"You see how it was done? Grantham turned his switches, and as the tourmaline disk was turned slowly in its framework you saw it growing more and more transparent until when it had been turned a quarter-turn in the framework it was perfectly transparent and so invisible to your eyes in the strong sunlight streaming through it. Grantham let it remain so but a moment and then with his switch or rheostat control turned it back again a quarter-turn. It grew more and more cloudy and black until at a quarter-turn it was again black and opaque against the light. He reached for it, and when he turned to you again palmed it and could hand you the paper-weight disk."

Carton shook his head like one dazed. "And it seemed such a perfectly open demonstration," he said.

"But that doesn't explain the Invisible Master!" Ellsworth exclaimed. "If Grantham's power was faked, who committed those three crimes that no one but an invisible person could have committed? Who took the money last night?"


Wade Reconstructs

"I think I can reconstruct the thing from the first," Wade said, "though some of the secret died with Grantham here. You told me yourself that he and Gray had long been prevented from engaging in the lines of research they desired because of their lack of funds. Well, I think that Grantham grew resentful at this, and then determined, and that he and Gray resolved to lay hands on the money they needed in their own fashion. To do it they worked out an elaborate and incredibly ingenious plan, that hinged upon Grantham's known reputation as a great physicist.

"Grantham and Gray prepared the tourmaline-crystal set-up, and then let it be known in one way or another that Grantham had discovered a method of making things invisible. Of course there was excitement, and of course the reporters, Carton among them, rushed out here to learn all about it. Then Grantham reluctantly consented to a demonstration, and after pulling this tourmaline-crystal stunt, sent them away, and you too, perfectly convinced that he had actually found a way to make matter invisible. That was his first great step—to implant in the minds of reputable witnesses the absolute conviction that he had really the power of making things invisible.

"Just what happened on that afternoon between Grantham and Gray may never be known fully, but there seems little doubt that Gray, who had been sullen at the demonstration that morning, had come to the point where he had resolved not to go on with the scheme. Probably he threatened to expose Grantham if he did not stop it, and no doubt Grantham saw exposure and oblivion on the way. Fearing Gray's confession, he killed him, and disposed of his body here in the laboratory. He had the knowledge to do that, and I've found that on that afternoon he received from the supply-rooms here an inordinate order of acids which were without doubt used in the disposition of Gray's body. However it was done, there is not the slightest doubt that on that afternoon Gray, and even his body, passed out of existence in this laboratory.
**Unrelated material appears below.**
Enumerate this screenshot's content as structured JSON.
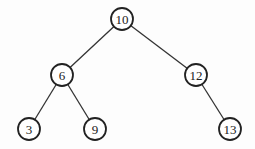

"Then Grantham went on with his plan, changing it somewhat, no doubt, to fit in with this new circumstance. That night he struck himself a painful but not heavy blow on the head with some wooden object—you remember the doctor said the blow was from the side?—and pretended to be lying stunned when you, President Ellsworth, came in. When the police came he, without seeming to want to do so, threw the responsibility of the attack on Gray as much as possible, and told of his projector that had been stolen by his attacker, and that would make a man invisible. He had already prepared a mocking letter addressed to himself as from the Invisible Master, and while talking with Carton and me, laid the letter on the table where I found it. The officers at the door had seen no one go in or out, we knew or thought we knew that someone was at large with an apparatus for attaining invisibility, and since we never dreamed of Grantham having left the letter, we had no doubt whatever but that the Invisible Master, whether Gray or another, had actually entered the room invisibly and left the letter for us.

"This was Grantham's second step, his establishing the idea that someone was at large with a projector that could make him invisible, that the Invisible Master was at large and ready to commit any crime. That idea was established in all the city by the newspapers in the next day or so, and so strong was the evidence in the demonstration of his discovery that Grantham had given, and the greatness of his reputation as a scientist, that almost all did believe that such an invisible man, an Invisible Master, was at large.